ATLANTA — Drivers across the country say their vehicles act like something out of the movie "Poltergeist."
Owners report flickering dash lights, blaring horns and gauges going haywire.
Channel 2's Consumer Investigator Jim Strickland found that it's not demonic, but it can be dangerous.
Strickland learned that the problem potentially affects 5 million Chrysler, Dodge and Jeep SUVs and cars.
Chrysler built those vehicles with an electronic "brain in a box.”
It's a module located inside the engine bay that sends electricity to everything from the car's convenience features like the wipers, radio and air conditioning to the ignition and safety features like airbag sensors.
There is even a YouTube page where more than 150 owners documented the craziness that occurs when the module malfunctions.
"Wipers going for no reason. I can't shut them off because they're off," said one driver in a post to a YouTube page titled "Chrysler Electrical Problems."
"The keys are out of the ignition and the car is still running," another driver said, holding up the car key with the engine running.
"The radio is completely dead. No controls. Nor do the A/C and heat controls (work)," according to another video.
Dozens of videos show dashboards of Chrysler vehicles with gauge needles bouncing up and down and various warning lights on while the car is moving.
"I worry about it every day," Nic Cooper of Winder told Strickland.
The problems with his 2011 Dodge Durango began when it wouldn't start.
"(It’s a) high-end vehicle, and all of a sudden it wouldn't crank," Cooper said.
Cooper said he'd have to coax the car to start five times a day. A dealer told him to try popping off the push-button start button and use the key instead.
It helped some, but Cooper was still concerned.
"This is what carries my family around. My wife and daughter drive in this every day," he said.
The problem
A mechanic told Cooper that the problem was in the Durango's "Totally Integrated Power Module," or TIPM. It's a black box located inside the engine compartment.
The box is filled with fuses, relays and a computer processor that control all of the essential electrical systems.
"Some people refer to it as the Totally Insane Power Module," said Clarence Ditlow, who runs the Center for Auto Safety in Washington D.C.
Ditlow has received about 250 complaints about the TIPM.
"Any one of those number of the malfunctions from that module can cause a crash," Ditlow said.
Ditlow points to a wreck last November in Virginia. A tractor-trailer rear-ended a 2007 Jeep Patriot. Investigators said the Jeep came to a dead stop in the center lane with no hazard lights or turn signals.
Ditlow said that could be a telltale sign of a defective TIPM. The Jeep's driver died.
"I mean, you spend money on a car, thinking you're getting something durable, close to what I spend on my house payment, for a vehicle that I want to be reliable for my wife and newborn baby, and to have issues like this," Cooper said.
The recall
Last September, Chrysler recalled 188,723 Dodge Durangos and Jeep Grand Cherokees from 2011 for engine stalls.
Cooper's Durango was included.
The problem lies in the fuel pump relay, a part of the TIPM. Cooper showed Strickland the fix: an electronic fuel control that bypassed the TIPM.
"It was more or less a patch -- a roundabout way of fixing the issue without replacing the total problem," Cooper told Strickland.
The Center for Auto Safety wants a wider recall and petitioned the National Highway Safety Administration. A class-action lawsuit filed in May 2014 in federal court in California is working its way through the judicial process.
It demands actual and punitive damages and a repair for the TIPM.
Chrysler says the TIPM is not defective.
A recall in 2007 is blamed not on the TIPM, but on its software.
A spokesman said the recall affecting Cooper covered a bad portion of the TIPM (the fuel relay), not the TIPM itself.
Ditlow isn't convinced.
"Chrysler knows they have a serious defect on their hands,” he said. “The government is doing an investigation, and Chrysler should in fact do a recall without waiting for the government because it is such a bad problem."
Cooper just hopes for no more TIPM trouble. "I'm upside down on the payment,” he said. “Basically, I'm stuck with the car."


- **Exercise brief**
Only the number is wanted: how many lines of the data contain "phylogeography"?

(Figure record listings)
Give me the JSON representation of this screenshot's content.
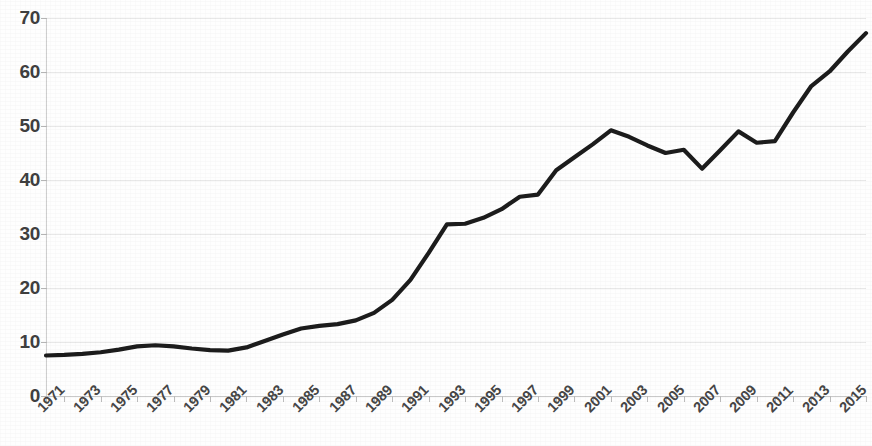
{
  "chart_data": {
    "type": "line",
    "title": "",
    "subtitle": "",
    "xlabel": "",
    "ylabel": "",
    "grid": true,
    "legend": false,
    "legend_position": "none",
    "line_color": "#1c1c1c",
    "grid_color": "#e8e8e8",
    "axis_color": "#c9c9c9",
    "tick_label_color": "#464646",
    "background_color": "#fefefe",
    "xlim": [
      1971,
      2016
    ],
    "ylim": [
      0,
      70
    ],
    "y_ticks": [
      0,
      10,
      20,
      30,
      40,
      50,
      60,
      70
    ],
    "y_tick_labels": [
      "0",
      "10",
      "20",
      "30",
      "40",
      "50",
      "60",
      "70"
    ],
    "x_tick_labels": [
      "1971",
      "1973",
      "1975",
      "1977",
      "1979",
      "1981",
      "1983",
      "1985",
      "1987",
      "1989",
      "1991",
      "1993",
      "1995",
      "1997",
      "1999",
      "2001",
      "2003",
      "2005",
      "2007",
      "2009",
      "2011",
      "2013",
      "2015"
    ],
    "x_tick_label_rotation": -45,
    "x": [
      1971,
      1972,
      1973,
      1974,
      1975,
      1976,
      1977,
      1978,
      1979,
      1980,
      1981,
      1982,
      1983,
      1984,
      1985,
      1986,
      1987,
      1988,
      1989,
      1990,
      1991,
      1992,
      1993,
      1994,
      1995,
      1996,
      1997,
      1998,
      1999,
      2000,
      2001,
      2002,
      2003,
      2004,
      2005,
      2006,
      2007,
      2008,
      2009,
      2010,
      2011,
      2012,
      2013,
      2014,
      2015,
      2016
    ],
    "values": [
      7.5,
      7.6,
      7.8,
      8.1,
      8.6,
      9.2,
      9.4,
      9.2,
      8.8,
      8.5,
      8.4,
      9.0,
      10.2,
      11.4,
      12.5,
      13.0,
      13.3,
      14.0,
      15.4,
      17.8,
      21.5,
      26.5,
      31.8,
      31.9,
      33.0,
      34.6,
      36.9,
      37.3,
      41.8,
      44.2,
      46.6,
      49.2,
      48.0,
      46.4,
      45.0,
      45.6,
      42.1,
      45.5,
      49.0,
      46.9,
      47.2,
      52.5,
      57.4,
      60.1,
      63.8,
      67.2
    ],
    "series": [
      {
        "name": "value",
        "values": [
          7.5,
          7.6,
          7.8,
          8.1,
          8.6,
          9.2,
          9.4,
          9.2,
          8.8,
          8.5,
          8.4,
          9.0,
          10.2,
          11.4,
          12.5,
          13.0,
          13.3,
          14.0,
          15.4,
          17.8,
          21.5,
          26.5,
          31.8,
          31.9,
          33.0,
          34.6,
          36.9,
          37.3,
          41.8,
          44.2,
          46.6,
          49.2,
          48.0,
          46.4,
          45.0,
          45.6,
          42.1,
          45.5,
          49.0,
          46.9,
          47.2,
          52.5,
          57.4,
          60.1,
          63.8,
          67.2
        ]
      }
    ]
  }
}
* * *
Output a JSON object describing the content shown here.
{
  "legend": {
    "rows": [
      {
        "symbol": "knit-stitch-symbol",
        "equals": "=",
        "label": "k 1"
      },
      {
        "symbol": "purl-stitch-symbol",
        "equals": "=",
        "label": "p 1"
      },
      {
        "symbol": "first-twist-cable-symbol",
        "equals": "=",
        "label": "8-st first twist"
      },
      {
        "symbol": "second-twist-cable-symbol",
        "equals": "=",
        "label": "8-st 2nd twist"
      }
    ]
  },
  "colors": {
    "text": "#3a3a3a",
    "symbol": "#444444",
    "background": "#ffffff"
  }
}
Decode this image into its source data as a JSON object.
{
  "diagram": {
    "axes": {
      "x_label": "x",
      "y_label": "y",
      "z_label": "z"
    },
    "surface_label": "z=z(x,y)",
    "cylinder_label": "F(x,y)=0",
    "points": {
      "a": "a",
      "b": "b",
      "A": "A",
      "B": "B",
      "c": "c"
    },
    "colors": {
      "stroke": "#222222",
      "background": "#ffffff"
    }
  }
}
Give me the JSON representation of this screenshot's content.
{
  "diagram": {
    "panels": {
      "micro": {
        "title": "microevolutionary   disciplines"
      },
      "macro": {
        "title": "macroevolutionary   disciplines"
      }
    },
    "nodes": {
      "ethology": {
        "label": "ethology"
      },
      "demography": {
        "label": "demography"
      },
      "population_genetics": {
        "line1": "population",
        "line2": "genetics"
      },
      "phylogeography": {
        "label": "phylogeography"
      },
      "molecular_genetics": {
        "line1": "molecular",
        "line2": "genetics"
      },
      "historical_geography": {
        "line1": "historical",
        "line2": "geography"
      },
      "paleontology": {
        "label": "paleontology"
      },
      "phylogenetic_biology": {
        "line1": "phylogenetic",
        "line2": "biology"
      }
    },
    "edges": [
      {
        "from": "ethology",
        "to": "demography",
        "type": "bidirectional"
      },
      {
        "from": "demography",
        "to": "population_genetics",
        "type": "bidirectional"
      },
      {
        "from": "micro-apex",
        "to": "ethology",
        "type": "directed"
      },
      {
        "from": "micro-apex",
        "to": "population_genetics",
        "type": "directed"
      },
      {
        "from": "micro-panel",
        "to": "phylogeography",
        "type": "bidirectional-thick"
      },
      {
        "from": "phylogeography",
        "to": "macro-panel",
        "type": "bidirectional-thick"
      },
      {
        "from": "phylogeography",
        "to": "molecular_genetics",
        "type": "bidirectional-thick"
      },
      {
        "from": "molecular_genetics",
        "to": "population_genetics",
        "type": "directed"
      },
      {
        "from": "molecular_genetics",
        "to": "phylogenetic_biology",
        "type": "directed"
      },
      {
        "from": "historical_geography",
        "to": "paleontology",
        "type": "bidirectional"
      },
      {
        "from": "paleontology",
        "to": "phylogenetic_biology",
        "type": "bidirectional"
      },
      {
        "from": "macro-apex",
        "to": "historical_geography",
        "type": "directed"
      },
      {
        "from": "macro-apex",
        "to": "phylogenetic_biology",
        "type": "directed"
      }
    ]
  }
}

- **Exercise output**
5